Mass turnover at the top slows weapons procurement. It stalls modernization. It fractures military networks that commanders rely on for rapid coordination. And it chills the morale of troops who already operate under immense political pressure.
M.I.T. professor Taylor Fravel notes that the chaos at the senior level might force Beijing to think twice before attempting any large-scale military operation in the near future.
That includes Taiwan, but also Beijing’s increasingly aggressive posture in the South China Sea.
Short-Term Caution, Long-Term Ambition
In the immediate term, China is likely to move more cautiously than its fiery nationalist rhetoric suggests.
Coast Guard harassment in the South China Sea will continue, but Beijing may slow the escalation curve to avoid accidents that spiral into unplanned crises. Its pressure campaign against Taiwan will remain intense but calibrated. And its military may reduce aggressive maneuvers while the new leadership structure finds its footing.
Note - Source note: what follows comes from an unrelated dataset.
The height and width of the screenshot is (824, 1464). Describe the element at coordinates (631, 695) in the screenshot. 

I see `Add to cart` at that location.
But this pause won’t last.
China’s long-term trajectory is clear: rebuild, restructure, and reassert its military power after the purges stabilize.
That means:
- reshaping the command hierarchy
- accelerating anti-corruption crackdowns
- pushing the defense industry to compensate for lost time
- and returning to its geostrategic ambitions once the dust settles
Shedding weak links is not a sign of retreat. It’s a sign of preparation.
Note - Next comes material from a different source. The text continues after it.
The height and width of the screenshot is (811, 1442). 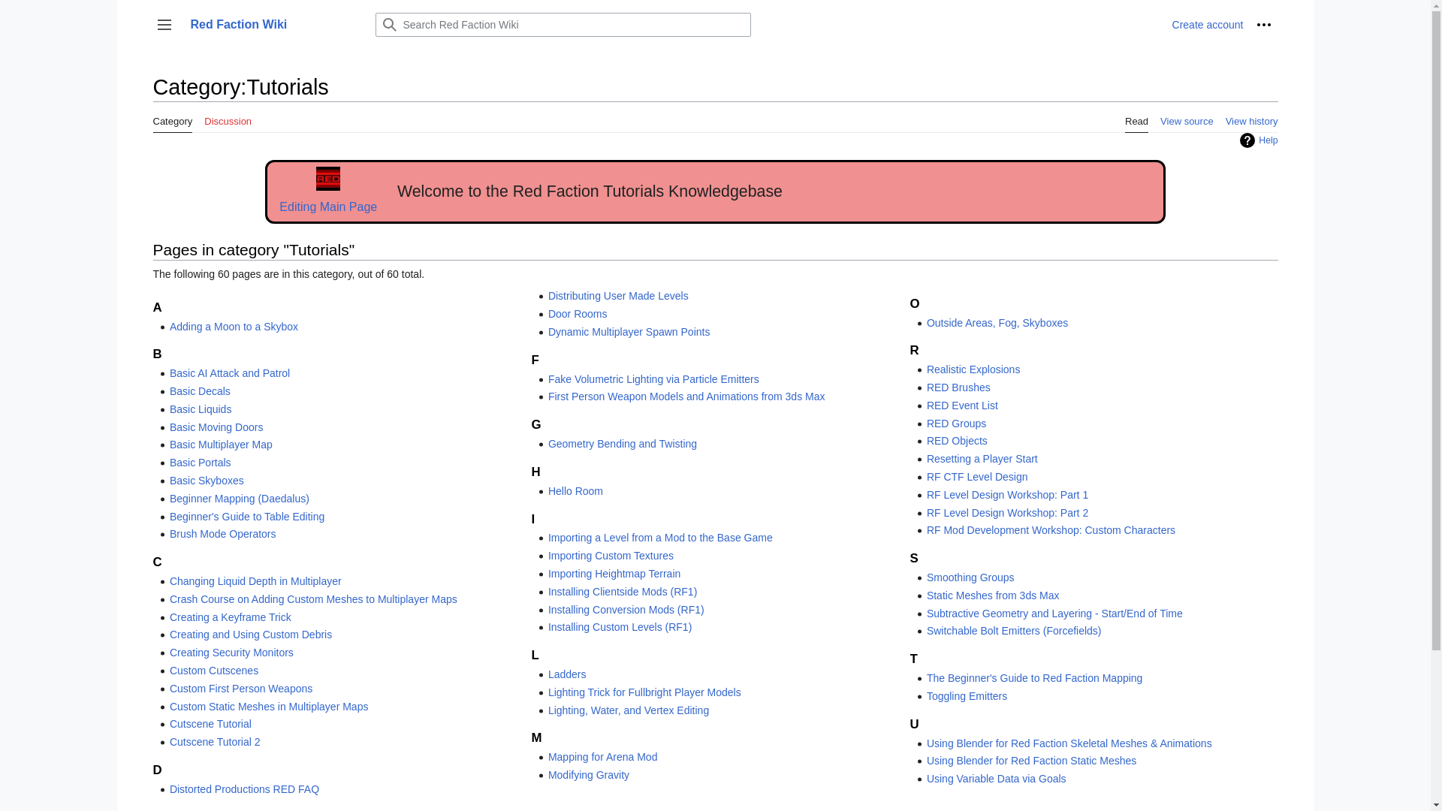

Who Xi Promotes Next Will Tell Us Everything
Xi has already named Jiang Shengming as He Weidong’s replacement. Jiang’s background reveals exactly what Xi values right now: loyalty, anti-corruption experience, and familiarity with factional politics. Jiang spent years in the Rocket Force and served as the military’s top anti-corruption investigator.
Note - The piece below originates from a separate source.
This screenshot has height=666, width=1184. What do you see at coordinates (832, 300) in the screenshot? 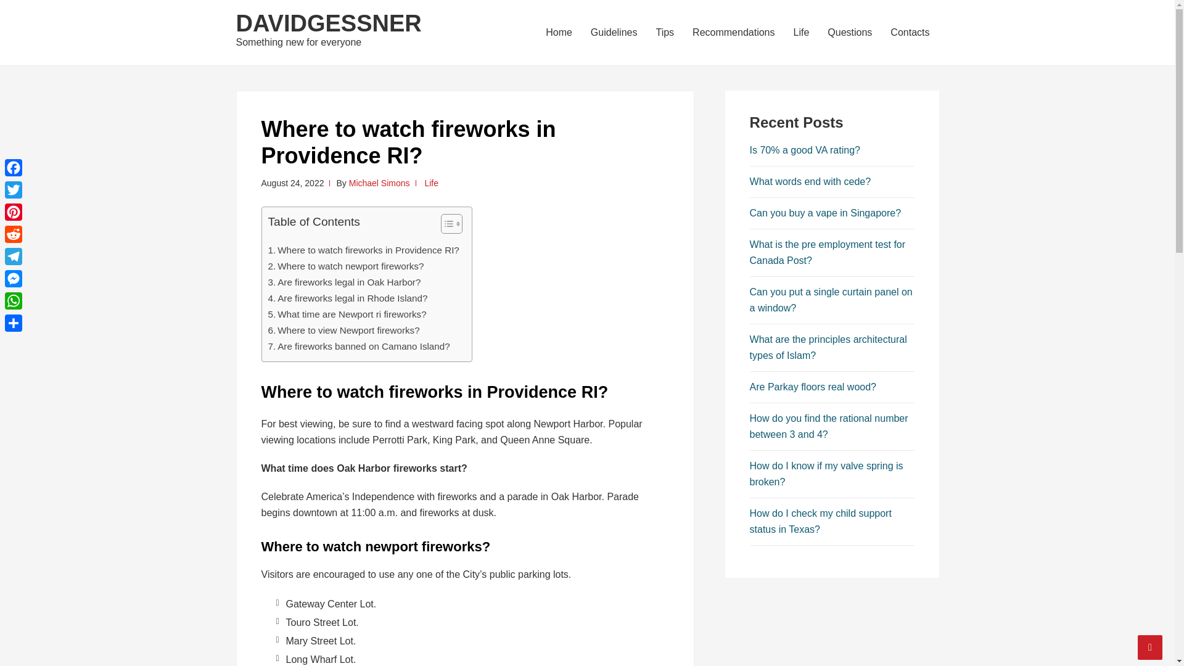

Expect more appointments just like him.
Xi is choosing officers who are ideologically aligned, politically cautious, and willing to conduct further purges if necessary. Stability in the ranks matters less to Xi than loyalty at the top.
This is a pattern, not an incident.
The West Has a Window—But It Won’t Last
As China rebuilds, the United States and its partners have a rare, time-sensitive opportunity. Beijing is preoccupied with internal repairs. That means Washington has room to:
bolster deterrence in the Indo-Pacific,
accelerate defensive partnerships with Taiwan, Japan, Australia, and the Philippines,
and strengthen the naval presence needed to counter Chinese ambitions.
Once China completes its restructuring, that window closes.
The next few years may determine whether China controls the Indo-Pacific or whether the region maintains enough strength to push back.
The stakes are enormous, and the timelines are tightening. China’s internal storm may be fierce, but when it clears, the world will have to reckon with whatever emerges.
About the Creator
Lawrence Lease
Alaska born and bred, Washington DC is my home. I'm also a freelance writer. Love politics and history.